Personally, I want to invest in a product that lasts. I want a product that’s being sold locally or manufactured by a smaller company. I want something that’s green and maybe recycled. I don’t want to feel dirty for what I prosume . I want something that speaks to me. I have no interest in 24 pairs of athletic socks; I would never use them or want them around. They’d end up in my Goodwill donation bag.

I haven’t bought something from a Wal-Mart in something like 7 years, even if my mother, who’s a bit of mix of the self-server and low-income consumer currently, likes to drag me into one when I visit her. I hope as globalization expands and more people have access to free trade and the prosumer voices will be loud enough to equality the marketplace.

I Love You, ToDoist

Organization is one of the most important things for me to keep on top of my job, especially that since June 2007, I am the web team. (Now I have half-a-manager, hopefully a full-time manager soonish.) I’ve tried lots of things to keep on track, from handwritten lists to whiteboards to Excel spreed sheets to Outlook tasks to BaseCamp. But so far, the best I’ve come across is ToDoist.

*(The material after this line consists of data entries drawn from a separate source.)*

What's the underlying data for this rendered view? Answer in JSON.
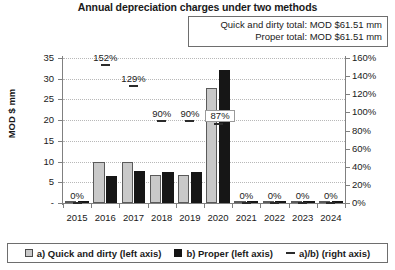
{
  "chart_data": {
    "type": "bar",
    "title": "Annual depreciation charges under two methods",
    "xlabel": "",
    "ylabel": "MOD $ mm",
    "ylabel_right": "",
    "categories": [
      "2015",
      "2016",
      "2017",
      "2018",
      "2019",
      "2020",
      "2021",
      "2022",
      "2023",
      "2024"
    ],
    "series": [
      {
        "name": "a) Quick and dirty (left axis)",
        "type": "bar",
        "axis": "left",
        "color": "#c9c9c9",
        "values": [
          0,
          9.9,
          9.9,
          6.8,
          6.8,
          27.8,
          0,
          0,
          0,
          0
        ]
      },
      {
        "name": "b) Proper (left axis)",
        "type": "bar",
        "axis": "left",
        "color": "#161616",
        "values": [
          0,
          6.5,
          7.7,
          7.6,
          7.6,
          32.0,
          0,
          0,
          0,
          0
        ]
      },
      {
        "name": "a)/b) (right axis)",
        "type": "line",
        "axis": "right",
        "color": "#2b2b2b",
        "values": [
          0,
          152,
          129,
          90,
          90,
          87,
          0,
          0,
          0,
          0
        ],
        "labels": [
          "0%",
          "152%",
          "129%",
          "90%",
          "90%",
          "87%",
          "0%",
          "0%",
          "0%",
          "0%"
        ]
      }
    ],
    "ylim": [
      0,
      35
    ],
    "yticks": [
      "-",
      "5",
      "10",
      "15",
      "20",
      "25",
      "30",
      "35"
    ],
    "ytick_values": [
      0,
      5,
      10,
      15,
      20,
      25,
      30,
      35
    ],
    "ylim_right": [
      0,
      160
    ],
    "yticks_right": [
      "0%",
      "20%",
      "40%",
      "60%",
      "80%",
      "100%",
      "120%",
      "140%",
      "160%"
    ],
    "ytick_values_right": [
      0,
      20,
      40,
      60,
      80,
      100,
      120,
      140,
      160
    ],
    "grid": true,
    "legend_position": "bottom"
  },
  "totals": {
    "quick_and_dirty": "Quick and dirty total: MOD $61.51 mm",
    "proper": "Proper total: MOD $61.51 mm"
  },
  "legend": {
    "items": [
      {
        "label": "a) Quick and dirty (left axis)",
        "marker": "square-filled-gray"
      },
      {
        "label": "b) Proper (left axis)",
        "marker": "square-filled-black"
      },
      {
        "label": "a)/b) (right axis)",
        "marker": "line-dash"
      }
    ]
  }
}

ToDoist is simple to use and so far the few kinks I’ve run into have been fixed or added. You can even add it to your Gmail or check it on tiny screens of phones. (I don’t use either feature so you’ll have to tell me how it does.) After the initial set-up of mass to-do-ing, I find it easy to update automatically when I get an e-mail or find a new task.

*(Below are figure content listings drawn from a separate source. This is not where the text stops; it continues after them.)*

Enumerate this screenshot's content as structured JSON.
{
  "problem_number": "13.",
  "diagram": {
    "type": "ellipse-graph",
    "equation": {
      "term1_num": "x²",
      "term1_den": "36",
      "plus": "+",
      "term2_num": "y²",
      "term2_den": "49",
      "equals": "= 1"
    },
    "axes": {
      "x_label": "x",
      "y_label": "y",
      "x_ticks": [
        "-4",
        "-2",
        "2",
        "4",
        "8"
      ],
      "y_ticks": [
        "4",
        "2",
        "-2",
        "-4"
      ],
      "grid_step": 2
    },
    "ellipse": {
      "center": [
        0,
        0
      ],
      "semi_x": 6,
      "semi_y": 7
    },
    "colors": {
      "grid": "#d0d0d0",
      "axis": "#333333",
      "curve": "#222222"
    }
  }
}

Every day, I open it up and there are the things I need to accomplish. In my Work tasks, I currently have 198 tasks, which is down from 238 in May. I tend not to forget anything on my plate. Even those things someone mentioned months ago and for various reasons, couldn’t be completed until today. It has a neat feature for reoccurring events that allows you to see how many times you’ve gone. It’s easy to move tasks around if I don’t have enough time to finish something I’d planned on working on. And it’s even easier to click the “done” button.

ToDoist is a wonderful tool for keeping track of the never-ending tasks list. As a work application, I find it essential. Though sometimes I wish I could say the same thing about it when it comes to my Personal tasks because I tend to leave it alone once I’m away from work. Maybe I need two accounts…

Baby Shit

The subject isn’t pretty. It isn’t new. And it’s always there. Garbage and more garbage, just piling up. I grew up down the street from a landfill, which sounds so much better than a hole in the ground where people dump their tons and tons of garbage.

Currently, I share recycle and garbage bins with my landlords. My landlords have a year old baby. They seem to think it’s perfectly acceptable to put used baby diapers into the recycle bin because they are either too lazy to walk one foot to the garbage bin or somehow think that plastic baby diapers full of hazardous waste are recyclable. (I try not to dig too far into the psychology of my landlords because that’s a long and scary road.) I think about how their grandchildren, who hopefully won’t be born for another 25+ years, will be building their houses on piles of baby shit.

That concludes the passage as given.